Finding Your Eye: No Experience Required
You don’t need expensive gear to start taking photographs. I began with an old Polaroid camera that taught me how fleeting and valuable a single moment can be. It didn’t matter if the picture was blurry. What mattered was the memory it captured and the feeling it sparked.
If you want to start, try something simple:
- Photograph your morning routine.
- Capture how sunlight hits your bedroom wall.
- Take a photo of your reflection in something unexpected, like a puddle or a window.
Eventually, you’ll start to notice patterns. Maybe you are drawn to certain colors or textures. Maybe you’re fascinated by movement, contrast, or empty spaces. This is how your photographic voice begins to take shape. This is where you meet yourself.
Nature, Cities, and the Space Between
Some days, I need the hum and rhythm of a city. The sounds of traffic, music from open windows, and snippets of conversation. Other days, I need a quiet forest preserve, the scent of damp earth, and the hush that comes when you’re truly alone in nature.
Each place offers something different. Cities teach me to be quick, to look for fleeting expressions and reflections in storefronts. Nature teaches me patience and presence.
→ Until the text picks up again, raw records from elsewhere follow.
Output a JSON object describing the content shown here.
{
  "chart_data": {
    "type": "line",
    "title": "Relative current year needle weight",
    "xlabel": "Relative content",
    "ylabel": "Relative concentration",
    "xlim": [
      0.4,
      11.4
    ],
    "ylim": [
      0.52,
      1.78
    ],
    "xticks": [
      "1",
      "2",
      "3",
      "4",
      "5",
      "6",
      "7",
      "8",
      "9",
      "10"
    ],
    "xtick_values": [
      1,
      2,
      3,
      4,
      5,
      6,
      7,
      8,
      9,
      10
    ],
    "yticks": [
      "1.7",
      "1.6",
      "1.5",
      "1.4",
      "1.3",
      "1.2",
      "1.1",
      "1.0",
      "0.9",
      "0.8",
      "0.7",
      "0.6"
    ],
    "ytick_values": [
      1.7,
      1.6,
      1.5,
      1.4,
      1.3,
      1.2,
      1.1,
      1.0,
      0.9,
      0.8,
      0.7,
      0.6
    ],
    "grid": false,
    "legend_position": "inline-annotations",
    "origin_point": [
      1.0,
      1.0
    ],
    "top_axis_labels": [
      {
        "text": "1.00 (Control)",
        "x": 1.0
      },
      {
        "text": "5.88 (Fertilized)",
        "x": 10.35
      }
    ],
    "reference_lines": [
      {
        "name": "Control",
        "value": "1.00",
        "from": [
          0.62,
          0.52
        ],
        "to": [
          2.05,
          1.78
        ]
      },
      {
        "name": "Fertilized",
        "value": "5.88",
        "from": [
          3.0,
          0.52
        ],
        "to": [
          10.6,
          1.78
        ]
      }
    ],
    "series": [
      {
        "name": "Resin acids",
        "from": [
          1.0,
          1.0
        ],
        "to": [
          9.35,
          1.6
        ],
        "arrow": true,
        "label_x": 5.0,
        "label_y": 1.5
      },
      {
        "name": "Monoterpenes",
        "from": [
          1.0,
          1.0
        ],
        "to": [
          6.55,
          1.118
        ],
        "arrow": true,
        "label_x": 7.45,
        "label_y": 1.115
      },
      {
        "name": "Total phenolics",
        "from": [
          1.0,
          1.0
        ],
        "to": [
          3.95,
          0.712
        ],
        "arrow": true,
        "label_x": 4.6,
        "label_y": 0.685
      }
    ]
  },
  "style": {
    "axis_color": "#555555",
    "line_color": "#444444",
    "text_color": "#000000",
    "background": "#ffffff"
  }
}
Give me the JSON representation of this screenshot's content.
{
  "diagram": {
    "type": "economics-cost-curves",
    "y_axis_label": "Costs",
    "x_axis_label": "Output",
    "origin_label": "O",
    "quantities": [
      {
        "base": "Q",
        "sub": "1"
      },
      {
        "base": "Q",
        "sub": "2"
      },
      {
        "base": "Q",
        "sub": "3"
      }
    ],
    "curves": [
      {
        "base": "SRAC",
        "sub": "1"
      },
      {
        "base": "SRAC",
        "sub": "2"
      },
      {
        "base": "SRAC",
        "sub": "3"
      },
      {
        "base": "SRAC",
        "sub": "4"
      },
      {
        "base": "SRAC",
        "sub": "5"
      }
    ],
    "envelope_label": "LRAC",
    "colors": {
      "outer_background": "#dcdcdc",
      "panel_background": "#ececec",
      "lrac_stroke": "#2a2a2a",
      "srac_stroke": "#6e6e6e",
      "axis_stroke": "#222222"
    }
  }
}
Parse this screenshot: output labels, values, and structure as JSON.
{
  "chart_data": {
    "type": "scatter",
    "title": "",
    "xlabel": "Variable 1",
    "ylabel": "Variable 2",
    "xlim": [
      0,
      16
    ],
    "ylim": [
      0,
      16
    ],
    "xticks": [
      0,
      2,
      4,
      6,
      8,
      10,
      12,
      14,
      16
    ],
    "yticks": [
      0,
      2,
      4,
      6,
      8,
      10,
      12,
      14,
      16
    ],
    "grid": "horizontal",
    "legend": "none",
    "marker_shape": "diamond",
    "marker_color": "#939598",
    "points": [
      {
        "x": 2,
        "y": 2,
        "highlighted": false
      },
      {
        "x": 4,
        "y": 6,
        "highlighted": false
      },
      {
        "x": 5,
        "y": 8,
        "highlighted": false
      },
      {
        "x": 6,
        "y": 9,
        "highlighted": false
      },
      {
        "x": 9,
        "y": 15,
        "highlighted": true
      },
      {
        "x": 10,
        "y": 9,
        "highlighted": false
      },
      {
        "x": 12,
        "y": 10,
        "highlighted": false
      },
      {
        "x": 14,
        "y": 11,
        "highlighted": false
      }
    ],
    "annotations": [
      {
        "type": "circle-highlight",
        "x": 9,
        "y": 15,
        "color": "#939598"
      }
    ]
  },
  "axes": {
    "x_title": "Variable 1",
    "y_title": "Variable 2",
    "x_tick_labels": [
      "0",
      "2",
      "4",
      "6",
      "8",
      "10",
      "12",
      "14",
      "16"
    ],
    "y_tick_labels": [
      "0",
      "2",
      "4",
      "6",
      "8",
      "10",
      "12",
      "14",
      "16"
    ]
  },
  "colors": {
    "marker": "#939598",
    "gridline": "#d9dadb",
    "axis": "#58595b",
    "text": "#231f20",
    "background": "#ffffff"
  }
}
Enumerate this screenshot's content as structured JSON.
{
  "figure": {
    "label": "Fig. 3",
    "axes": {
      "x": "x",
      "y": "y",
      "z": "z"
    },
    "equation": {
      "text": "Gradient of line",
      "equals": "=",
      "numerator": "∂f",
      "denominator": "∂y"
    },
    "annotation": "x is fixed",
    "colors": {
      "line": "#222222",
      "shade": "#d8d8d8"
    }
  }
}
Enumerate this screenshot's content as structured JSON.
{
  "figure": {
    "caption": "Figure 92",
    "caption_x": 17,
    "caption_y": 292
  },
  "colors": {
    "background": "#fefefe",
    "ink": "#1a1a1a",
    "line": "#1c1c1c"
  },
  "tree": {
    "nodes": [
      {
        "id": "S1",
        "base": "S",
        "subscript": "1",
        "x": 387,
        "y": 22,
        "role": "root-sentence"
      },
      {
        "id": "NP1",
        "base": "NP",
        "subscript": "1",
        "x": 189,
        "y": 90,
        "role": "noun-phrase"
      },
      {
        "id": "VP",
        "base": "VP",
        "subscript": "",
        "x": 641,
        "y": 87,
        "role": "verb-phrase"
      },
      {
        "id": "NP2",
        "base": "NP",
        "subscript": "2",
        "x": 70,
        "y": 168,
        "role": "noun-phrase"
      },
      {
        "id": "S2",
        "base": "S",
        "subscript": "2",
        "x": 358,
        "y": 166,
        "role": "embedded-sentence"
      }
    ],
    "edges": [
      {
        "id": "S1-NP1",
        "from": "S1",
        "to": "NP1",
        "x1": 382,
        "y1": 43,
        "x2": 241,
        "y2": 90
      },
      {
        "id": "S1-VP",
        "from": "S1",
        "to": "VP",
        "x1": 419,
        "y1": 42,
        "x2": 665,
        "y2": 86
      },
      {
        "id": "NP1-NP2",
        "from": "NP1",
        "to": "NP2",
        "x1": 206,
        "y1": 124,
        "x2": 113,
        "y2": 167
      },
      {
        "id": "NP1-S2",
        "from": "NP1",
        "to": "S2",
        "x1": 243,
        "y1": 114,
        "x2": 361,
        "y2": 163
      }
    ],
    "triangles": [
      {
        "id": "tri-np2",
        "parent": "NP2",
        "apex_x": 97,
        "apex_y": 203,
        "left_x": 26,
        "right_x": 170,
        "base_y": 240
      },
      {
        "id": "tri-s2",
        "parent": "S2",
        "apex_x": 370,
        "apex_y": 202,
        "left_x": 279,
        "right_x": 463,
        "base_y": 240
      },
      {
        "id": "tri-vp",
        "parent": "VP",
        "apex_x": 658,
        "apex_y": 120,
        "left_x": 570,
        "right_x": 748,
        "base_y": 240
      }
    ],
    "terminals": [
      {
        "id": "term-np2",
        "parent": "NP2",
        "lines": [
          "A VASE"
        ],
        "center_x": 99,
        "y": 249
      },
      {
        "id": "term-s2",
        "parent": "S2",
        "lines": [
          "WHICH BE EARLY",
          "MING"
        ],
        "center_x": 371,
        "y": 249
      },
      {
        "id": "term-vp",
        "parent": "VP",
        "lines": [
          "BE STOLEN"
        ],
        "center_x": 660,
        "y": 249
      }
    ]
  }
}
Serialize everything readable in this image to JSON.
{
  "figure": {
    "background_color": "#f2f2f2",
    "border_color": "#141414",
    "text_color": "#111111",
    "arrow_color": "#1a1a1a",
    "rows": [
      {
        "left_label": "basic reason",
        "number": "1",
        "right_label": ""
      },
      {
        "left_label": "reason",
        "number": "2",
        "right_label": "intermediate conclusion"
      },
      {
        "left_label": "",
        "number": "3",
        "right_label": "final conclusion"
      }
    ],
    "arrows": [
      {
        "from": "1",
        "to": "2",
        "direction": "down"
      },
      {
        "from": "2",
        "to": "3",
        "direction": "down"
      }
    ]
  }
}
It invites me to slow down and observe the way light changes through leaves or how still the world becomes just before a storm.
No matter where you live, beauty exists. Whether it’s a brick wall covered in ivy, a crack in the sidewalk where weeds bloom defiantly, or a perfectly timed photo of your pet mid-sneeze, each image is a reminder that the world is rich with things worth noticing.
What I Hope You Take With You
If you are transgender and searching for a way to reconnect with yourself, photography might be the key. You do not have to be a professional. You don’t need thousands of followers or curated feeds. All you need is curiosity, a camera or phone, and the willingness to explore.
The world can be a loud, unkind place. But behind the lens, you get to filter the noise. You get to notice joy, color, emotion, and light. You get to tell your story in images and sometimes, that is exactly the medicine we need.
Because every time you lift the camera and click the shutter, you are saying, “This moment matters. I matter. I am here.”
The Bottom Line
Yesterday, I stood in the middle of a crosswalk while the Pride Parade marched on in the distance. I snapped a picture of two older women in rainbow suspenders sharing a quiet kiss behind the chaos. The image wasn’t technically perfect, and I ended up deleting it, but it was real. And in that moment, I felt so deeply connected to everything around me.
Photography doesn’t just help us see the world.
Sometimes, it reminds us that we are still part of it.